The cartographers of this territory
James Hollis has produced the most sustained and rigorous map of male second-half development in the psychological literature. Under Saturn's Shadow (1994) examines the forces that shape male psychology in the first half. The Middle Passage (1993) maps the transition. Finding Meaning in the Second Half of Life (2005) addresses what the second half is actually for — the encounter with what Hollis calls the 'second adulthood,' organized not around the provisional self but around the soul's imperatives.
Richard Rohr's Falling Upward (2011) offers the contemplative perspective: the first half builds a container; the second half discovers what it was supposed to hold. The passage between them is typically marked by failure, loss, or disillusionment — what Rohr calls 'necessary suffering.' The man who can receive this suffering as initiation rather than misfortune has the raw material for genuine second-half development.
Bill Plotkin's model situates second-half development within an eco-psychological framework: the second half of life, properly engaged, moves from the personal towards the communal and the ecological — the man discovering what his unique gift is to the community of life, not just to his immediate circle.
What second-half men need
The men in mid-to-late-life who are navigating this territory well share certain conditions: ongoing relationship with other men who are doing the same work; some form of sustained contemplative or reflective practice (therapy, depth work, meditation, journaling); engagement with the question of legacy and what they're building that will outlast them; and typically, a diminishment of the ego's defenses that makes genuine encounter possible.
The men who navigate it poorly tend to defend: doubling down on first-half strategies past their usefulness, seeking the experience of aliveness through novelty rather than depth, or collapsing into cynicism about the project of meaning itself.
Illuman's programs specifically address elder men — men who have passed through initiation and are now positioned to transmit what they've learned to younger men. This is the second-half calling that Rohr describes: the movement from achievement to transmission, from building for oneself to contributing to what comes after.
Common Questions
How does midlife crisis relate to the second half of life?
The midlife crisis, properly understood, is the transition into the second half — the moment when the first half's structures reveal their inadequacy. The man who navigates the crisis well enters the second half. The man who defends against it remains in an increasingly effortful maintenance of the first half.
Is 'second half of life' about retirement?
Not primarily. Hollis, Rohr, and Plotkin are not writing about career phases. They're writing about a psychological and spiritual development that is possible at any age from the 30s onward. A man in his 70s can still be living the first-half agenda. A man in his late 30s can have begun genuine second-half development.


**PROBLEM TO WORK ON:** Gather each line of the entries below that includes "body".

**SOURCE MATERIAL:**
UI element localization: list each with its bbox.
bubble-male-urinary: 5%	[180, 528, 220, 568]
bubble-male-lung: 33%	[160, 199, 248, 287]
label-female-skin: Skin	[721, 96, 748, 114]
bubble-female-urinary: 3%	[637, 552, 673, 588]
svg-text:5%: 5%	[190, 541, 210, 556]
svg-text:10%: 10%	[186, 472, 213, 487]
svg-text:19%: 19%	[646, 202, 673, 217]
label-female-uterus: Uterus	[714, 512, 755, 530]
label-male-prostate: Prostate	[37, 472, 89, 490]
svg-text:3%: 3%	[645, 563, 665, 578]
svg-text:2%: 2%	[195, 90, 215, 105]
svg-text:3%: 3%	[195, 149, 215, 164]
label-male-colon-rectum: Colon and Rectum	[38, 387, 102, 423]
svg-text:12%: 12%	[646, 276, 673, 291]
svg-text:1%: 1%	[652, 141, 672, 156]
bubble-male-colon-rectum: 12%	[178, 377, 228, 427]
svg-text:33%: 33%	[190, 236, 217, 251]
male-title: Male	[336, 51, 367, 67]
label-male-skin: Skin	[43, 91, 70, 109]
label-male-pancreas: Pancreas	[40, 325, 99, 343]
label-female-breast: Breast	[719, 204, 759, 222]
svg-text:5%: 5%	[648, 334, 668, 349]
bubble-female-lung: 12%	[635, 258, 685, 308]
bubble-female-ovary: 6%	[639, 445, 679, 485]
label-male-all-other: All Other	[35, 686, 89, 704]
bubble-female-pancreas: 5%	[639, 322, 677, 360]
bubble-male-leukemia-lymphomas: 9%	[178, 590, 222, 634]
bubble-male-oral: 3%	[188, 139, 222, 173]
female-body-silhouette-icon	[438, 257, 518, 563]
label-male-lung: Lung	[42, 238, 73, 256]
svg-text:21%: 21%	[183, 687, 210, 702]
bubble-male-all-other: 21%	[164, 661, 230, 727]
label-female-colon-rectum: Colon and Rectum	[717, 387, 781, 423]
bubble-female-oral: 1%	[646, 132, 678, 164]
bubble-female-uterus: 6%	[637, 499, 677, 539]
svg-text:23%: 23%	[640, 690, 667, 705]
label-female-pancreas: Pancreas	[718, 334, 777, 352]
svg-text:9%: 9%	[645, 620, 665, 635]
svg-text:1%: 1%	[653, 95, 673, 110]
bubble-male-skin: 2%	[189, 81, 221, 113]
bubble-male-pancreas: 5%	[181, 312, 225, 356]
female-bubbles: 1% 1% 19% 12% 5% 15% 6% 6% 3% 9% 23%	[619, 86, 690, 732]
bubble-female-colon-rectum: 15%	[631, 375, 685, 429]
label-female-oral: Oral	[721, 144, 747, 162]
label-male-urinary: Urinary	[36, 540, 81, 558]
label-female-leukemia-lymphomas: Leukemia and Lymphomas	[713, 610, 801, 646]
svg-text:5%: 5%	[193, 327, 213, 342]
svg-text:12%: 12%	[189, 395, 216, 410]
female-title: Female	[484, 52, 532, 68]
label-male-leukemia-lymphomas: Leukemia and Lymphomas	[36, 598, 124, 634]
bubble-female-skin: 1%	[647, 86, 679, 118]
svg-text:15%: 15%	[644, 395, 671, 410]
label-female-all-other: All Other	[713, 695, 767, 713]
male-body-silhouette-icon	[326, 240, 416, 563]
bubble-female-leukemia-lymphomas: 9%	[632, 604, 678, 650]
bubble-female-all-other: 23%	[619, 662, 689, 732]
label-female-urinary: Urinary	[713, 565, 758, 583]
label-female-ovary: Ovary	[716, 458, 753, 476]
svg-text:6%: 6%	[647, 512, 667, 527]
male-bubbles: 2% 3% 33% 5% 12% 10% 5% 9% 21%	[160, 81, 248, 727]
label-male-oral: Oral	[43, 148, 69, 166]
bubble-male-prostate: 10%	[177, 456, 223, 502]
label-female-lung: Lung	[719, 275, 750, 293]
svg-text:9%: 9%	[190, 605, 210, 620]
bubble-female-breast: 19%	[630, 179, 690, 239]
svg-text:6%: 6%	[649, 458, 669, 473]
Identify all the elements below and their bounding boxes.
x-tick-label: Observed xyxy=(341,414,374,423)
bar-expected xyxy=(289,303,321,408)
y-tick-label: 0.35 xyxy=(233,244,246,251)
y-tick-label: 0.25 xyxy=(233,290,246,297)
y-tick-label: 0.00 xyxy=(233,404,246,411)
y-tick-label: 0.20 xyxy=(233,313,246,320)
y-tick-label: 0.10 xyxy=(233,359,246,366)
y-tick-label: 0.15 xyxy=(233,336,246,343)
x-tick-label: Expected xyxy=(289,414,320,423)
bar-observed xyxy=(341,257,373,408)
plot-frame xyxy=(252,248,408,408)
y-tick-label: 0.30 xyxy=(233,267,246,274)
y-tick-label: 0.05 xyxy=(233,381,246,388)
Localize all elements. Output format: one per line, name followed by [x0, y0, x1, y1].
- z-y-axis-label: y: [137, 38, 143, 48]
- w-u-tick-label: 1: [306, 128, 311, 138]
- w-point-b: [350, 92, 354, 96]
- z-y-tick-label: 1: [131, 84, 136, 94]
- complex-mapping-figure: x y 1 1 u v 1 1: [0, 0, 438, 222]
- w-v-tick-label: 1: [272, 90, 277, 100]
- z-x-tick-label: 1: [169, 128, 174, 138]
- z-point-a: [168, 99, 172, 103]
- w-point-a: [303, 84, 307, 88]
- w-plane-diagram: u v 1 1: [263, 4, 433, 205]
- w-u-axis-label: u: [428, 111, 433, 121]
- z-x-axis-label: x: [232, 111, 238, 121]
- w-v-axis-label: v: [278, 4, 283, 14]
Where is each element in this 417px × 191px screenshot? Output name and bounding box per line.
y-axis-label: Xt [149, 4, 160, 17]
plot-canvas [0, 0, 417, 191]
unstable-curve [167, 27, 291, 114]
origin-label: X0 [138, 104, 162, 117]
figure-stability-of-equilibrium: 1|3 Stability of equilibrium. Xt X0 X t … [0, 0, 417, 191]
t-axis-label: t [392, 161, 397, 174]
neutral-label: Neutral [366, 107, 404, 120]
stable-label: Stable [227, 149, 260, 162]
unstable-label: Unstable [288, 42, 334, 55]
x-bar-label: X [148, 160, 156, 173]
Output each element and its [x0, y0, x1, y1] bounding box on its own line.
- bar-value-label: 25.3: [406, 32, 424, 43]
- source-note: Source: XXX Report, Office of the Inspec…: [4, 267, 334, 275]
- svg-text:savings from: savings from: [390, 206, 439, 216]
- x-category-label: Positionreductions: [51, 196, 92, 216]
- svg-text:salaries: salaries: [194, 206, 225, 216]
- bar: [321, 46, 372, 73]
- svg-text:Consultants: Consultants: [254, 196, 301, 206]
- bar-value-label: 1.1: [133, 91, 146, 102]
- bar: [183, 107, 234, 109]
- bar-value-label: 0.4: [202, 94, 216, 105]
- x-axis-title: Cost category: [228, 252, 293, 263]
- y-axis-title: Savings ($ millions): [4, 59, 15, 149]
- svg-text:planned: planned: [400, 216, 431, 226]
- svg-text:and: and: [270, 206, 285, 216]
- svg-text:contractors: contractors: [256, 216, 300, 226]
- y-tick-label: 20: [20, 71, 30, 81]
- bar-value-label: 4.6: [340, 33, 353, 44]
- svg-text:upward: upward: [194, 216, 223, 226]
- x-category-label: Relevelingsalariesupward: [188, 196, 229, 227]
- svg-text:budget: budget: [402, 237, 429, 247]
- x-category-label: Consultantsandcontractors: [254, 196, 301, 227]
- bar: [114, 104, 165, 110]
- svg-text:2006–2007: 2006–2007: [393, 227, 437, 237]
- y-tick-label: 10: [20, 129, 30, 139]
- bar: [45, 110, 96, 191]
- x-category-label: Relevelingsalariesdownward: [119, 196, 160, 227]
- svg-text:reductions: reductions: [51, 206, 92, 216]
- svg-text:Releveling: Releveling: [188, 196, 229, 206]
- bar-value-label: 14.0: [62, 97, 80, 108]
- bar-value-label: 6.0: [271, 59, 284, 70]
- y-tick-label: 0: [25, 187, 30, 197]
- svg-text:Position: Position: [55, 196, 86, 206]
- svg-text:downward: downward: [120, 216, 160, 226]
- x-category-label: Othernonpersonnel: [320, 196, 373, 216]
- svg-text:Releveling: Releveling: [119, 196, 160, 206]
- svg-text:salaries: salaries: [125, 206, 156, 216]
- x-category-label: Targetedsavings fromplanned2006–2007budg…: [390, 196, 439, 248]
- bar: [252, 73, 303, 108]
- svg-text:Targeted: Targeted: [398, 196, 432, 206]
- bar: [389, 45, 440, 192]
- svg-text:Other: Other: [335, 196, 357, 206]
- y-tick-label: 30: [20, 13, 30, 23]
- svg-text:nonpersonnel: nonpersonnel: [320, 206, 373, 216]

**ANSWER FOR THE TASK:**
female-body-silhouette-icon	[438, 257, 518, 563]
male-body-silhouette-icon	[326, 240, 416, 563]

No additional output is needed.